Ensuring a Return on Investment Return on Investment (ROI) is “user dependent,” says Schumacher. “Some customers may start with one or more of Pitney Bowes hardware or software solutions. From there, we help customers define their requirements so we can deliver develop an ADF solution that meets their specific business needs.”
“While ROI can be achieved in as little as a few months for a point solution, substantial ROI can be achieved with a renew and refresh of the complete document infrastructure,” says Day. “Customers have implemented Sefas solutions themselves, with help from our professional services and as a complete turnkey system. The ROI can be seen in a less than a year in most cases. There have been reported ROI in much less when the ADF enhances the SLA and load balancing.”
“The idea is to drive costs down, raise revenues, and remain relevant to your organization,” adds Jones. “We drive costs down by taking steps out of the process. Those costs can include training costs or labor costs. We offer a toolbox of products and services that are integrated across our product portfolio. An example is Xerox DocuSP, which can export real time production data to your existing management system over the Web.

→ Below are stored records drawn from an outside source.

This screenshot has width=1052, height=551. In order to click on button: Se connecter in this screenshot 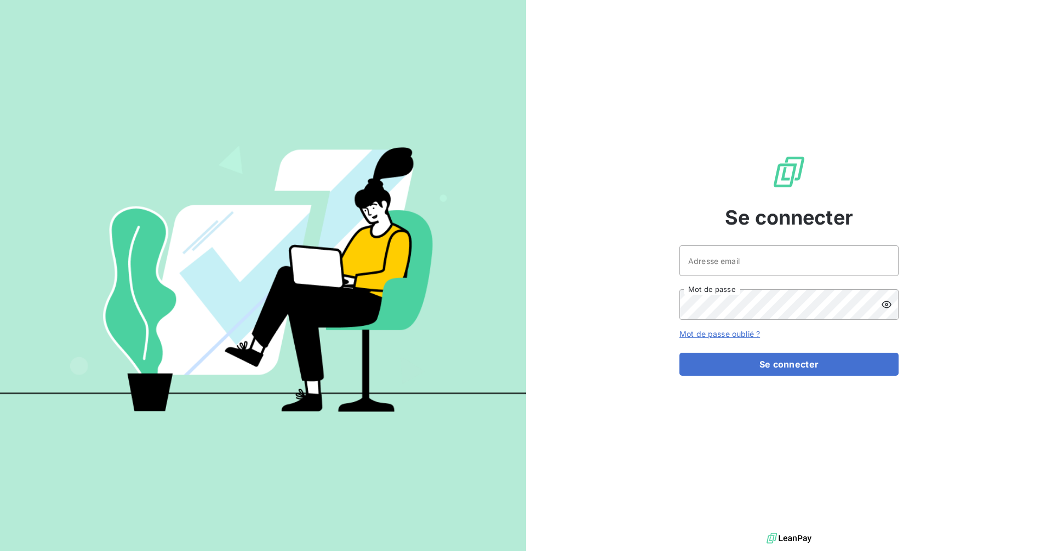, I will do `click(789, 364)`. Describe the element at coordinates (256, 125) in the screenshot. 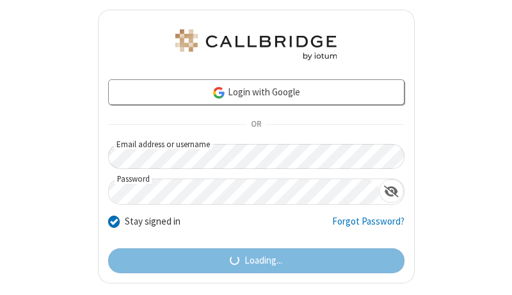

I see `span: OR` at that location.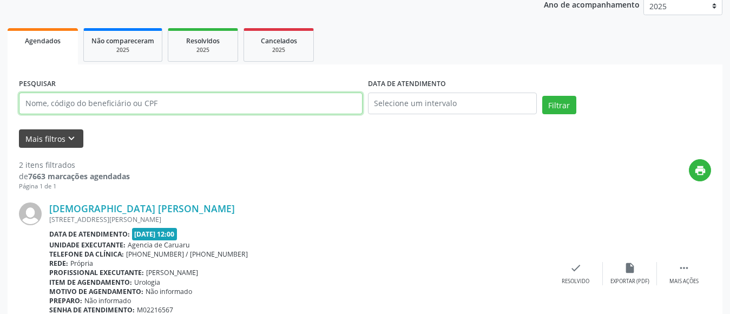  Describe the element at coordinates (79, 176) in the screenshot. I see `strong: 7663 marcações agendadas` at that location.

It monitors inline finishing systems for quality assurance of the output and it also combines color and monochrome output into a single finished job.
“The average initial investment varies widely. The most difficult step is your first one. It often means replacing an existing analog printing device with a commonly architected digital one. A simple next step is to connect your DocuSP printer to your shop management system, for example. If you are already in the digital world, moving into new Web services or new applications like personalized printing is the next step. You can do this by using tools like Xerox’s one-to-one communication solutions or DigiPath for Web viewing and job submission.”

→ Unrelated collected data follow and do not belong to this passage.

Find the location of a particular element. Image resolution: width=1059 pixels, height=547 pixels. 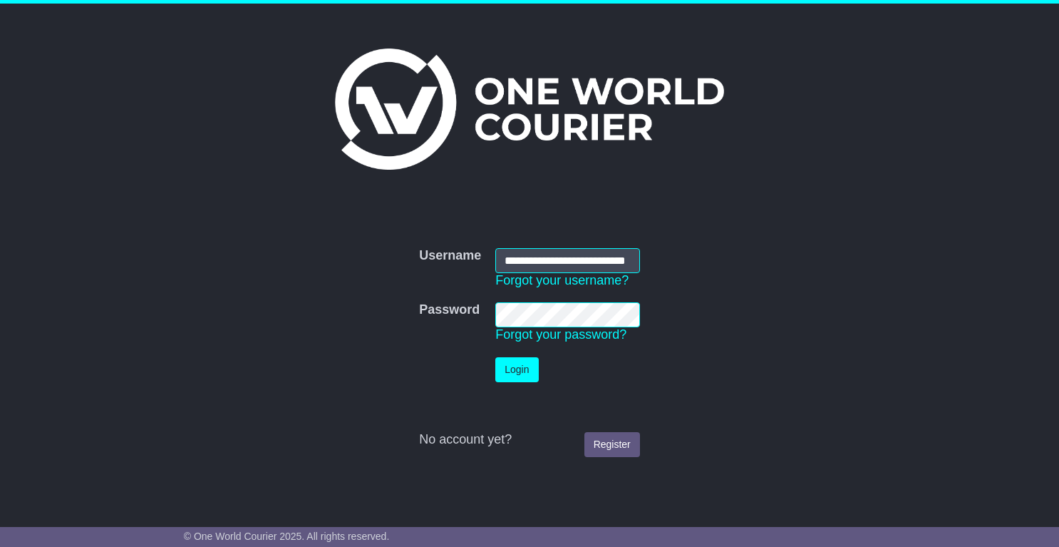

a: Forgot your password? is located at coordinates (561, 334).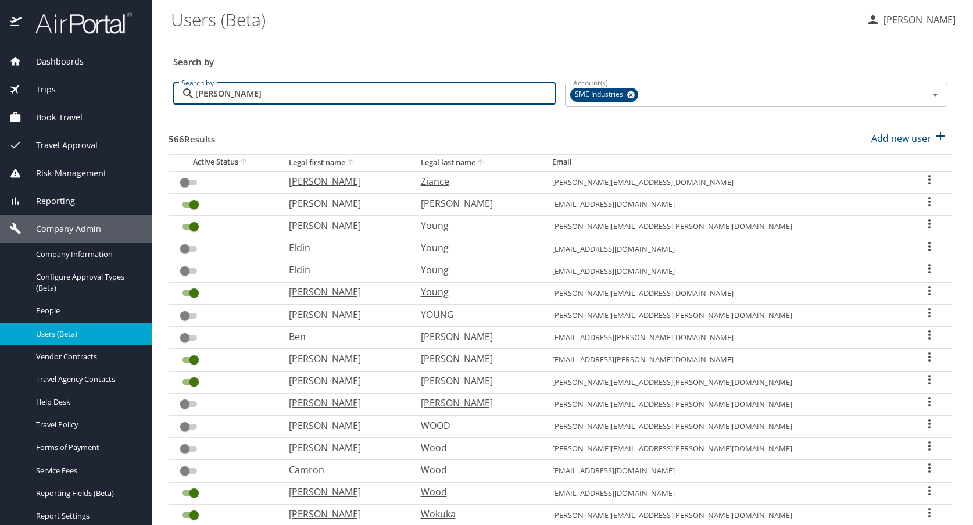  Describe the element at coordinates (514, 19) in the screenshot. I see `h1: Users (Beta)` at that location.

In some cases, there is no upfront cost. “Prospects have no upfront investment in the Active Data ASP business model and pay based on volume or usage. Therefore prospects will have specific needs that will have the Automated Document Facility begin work, which then grows using all the features and functionality within the solution suites,” explains Cohen. “The ASP model is a pay as you go scenario, so the most upfront monies is for the application setup which on average is $20,000. Depending on the application, return can be as soon as 30 days, and usually 90 days.”
The Bottom Line “The industry now offers several commercial choices when looking at ADF solutions, but many remain closed, proprietary systems that are difficult to implement and scale. This is evidenced by growing number of internal operations that continue to build these systems internally due to functional or architectural gaps in commercial solutions,” says Kemal Carr, principal analyst, Madison Advisors, Colleyville, TX, a company that tracks, analyzes, and evaluates various industry solutions. “The most successful implementations have leveraged multi-vendor offerings representing best-of-breed solutions with compatible technologies, rather than a single point solution.”